(Dataset excerpts)
+---+

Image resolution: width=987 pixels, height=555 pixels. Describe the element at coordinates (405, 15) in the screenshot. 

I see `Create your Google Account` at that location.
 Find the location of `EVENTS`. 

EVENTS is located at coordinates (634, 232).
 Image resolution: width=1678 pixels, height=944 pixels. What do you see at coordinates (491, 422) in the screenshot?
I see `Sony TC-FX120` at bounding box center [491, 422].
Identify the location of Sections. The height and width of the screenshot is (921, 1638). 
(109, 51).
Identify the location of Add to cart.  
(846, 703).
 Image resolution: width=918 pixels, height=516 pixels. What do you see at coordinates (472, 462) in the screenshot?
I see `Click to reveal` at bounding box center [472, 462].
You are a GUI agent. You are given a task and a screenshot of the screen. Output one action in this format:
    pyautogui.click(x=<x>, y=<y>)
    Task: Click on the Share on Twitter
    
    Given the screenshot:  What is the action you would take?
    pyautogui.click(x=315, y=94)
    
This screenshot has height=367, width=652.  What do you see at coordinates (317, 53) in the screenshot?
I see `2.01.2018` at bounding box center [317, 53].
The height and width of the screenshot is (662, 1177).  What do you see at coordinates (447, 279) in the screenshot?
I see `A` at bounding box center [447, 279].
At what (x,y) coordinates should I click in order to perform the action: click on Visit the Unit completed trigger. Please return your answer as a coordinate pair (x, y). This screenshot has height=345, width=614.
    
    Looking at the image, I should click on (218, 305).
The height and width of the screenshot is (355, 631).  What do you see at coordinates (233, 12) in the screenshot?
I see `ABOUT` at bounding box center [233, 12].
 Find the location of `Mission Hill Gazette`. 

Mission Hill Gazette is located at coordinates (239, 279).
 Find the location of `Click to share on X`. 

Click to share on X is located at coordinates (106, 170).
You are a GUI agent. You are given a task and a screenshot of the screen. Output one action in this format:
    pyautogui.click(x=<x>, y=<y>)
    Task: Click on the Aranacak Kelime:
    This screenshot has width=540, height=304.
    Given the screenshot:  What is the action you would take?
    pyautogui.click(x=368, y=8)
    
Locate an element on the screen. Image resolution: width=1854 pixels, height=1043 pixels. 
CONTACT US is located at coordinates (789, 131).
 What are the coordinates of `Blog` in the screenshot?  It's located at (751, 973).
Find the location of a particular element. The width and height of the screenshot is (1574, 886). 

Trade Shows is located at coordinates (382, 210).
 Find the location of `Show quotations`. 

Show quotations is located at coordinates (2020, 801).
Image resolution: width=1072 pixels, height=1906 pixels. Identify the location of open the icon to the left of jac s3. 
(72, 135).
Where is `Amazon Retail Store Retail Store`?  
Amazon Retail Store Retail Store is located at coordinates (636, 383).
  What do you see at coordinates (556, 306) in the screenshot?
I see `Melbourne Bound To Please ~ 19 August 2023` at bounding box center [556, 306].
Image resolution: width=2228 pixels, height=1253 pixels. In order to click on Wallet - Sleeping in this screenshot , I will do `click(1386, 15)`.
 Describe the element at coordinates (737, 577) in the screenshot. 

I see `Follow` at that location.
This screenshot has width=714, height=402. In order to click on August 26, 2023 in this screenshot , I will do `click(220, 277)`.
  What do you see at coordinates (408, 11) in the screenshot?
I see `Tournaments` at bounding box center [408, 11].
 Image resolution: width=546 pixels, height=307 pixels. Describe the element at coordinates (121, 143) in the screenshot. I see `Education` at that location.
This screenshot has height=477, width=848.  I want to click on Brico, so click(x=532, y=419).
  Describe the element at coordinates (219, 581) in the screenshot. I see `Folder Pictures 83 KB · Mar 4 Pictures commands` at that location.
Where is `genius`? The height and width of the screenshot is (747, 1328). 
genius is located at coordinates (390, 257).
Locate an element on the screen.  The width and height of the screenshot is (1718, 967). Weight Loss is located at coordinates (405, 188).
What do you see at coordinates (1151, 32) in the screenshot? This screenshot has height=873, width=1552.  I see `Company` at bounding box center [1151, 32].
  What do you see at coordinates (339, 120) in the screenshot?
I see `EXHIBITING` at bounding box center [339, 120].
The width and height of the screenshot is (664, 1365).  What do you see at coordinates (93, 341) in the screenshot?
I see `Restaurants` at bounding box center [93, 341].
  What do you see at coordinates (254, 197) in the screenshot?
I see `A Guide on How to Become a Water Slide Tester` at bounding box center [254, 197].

+---+

**PROBLEM TO WORK ON:** Nothing but the lines from the one containing "This screenshot has height=477, width=848." through the last line of the data above should be set down, word for word.

**WRITTEN RESPONSE:**
This screenshot has height=477, width=848.  I want to click on Brico, so click(x=532, y=419).
  Describe the element at coordinates (219, 581) in the screenshot. I see `Folder Pictures 83 KB · Mar 4 Pictures commands` at that location.
Where is `genius`? The height and width of the screenshot is (747, 1328). 
genius is located at coordinates (390, 257).
Locate an element on the screen.  The width and height of the screenshot is (1718, 967). Weight Loss is located at coordinates (405, 188).
What do you see at coordinates (1151, 32) in the screenshot? This screenshot has height=873, width=1552.  I see `Company` at bounding box center [1151, 32].
  What do you see at coordinates (339, 120) in the screenshot?
I see `EXHIBITING` at bounding box center [339, 120].
The width and height of the screenshot is (664, 1365).  What do you see at coordinates (93, 341) in the screenshot?
I see `Restaurants` at bounding box center [93, 341].
  What do you see at coordinates (254, 197) in the screenshot?
I see `A Guide on How to Become a Water Slide Tester` at bounding box center [254, 197].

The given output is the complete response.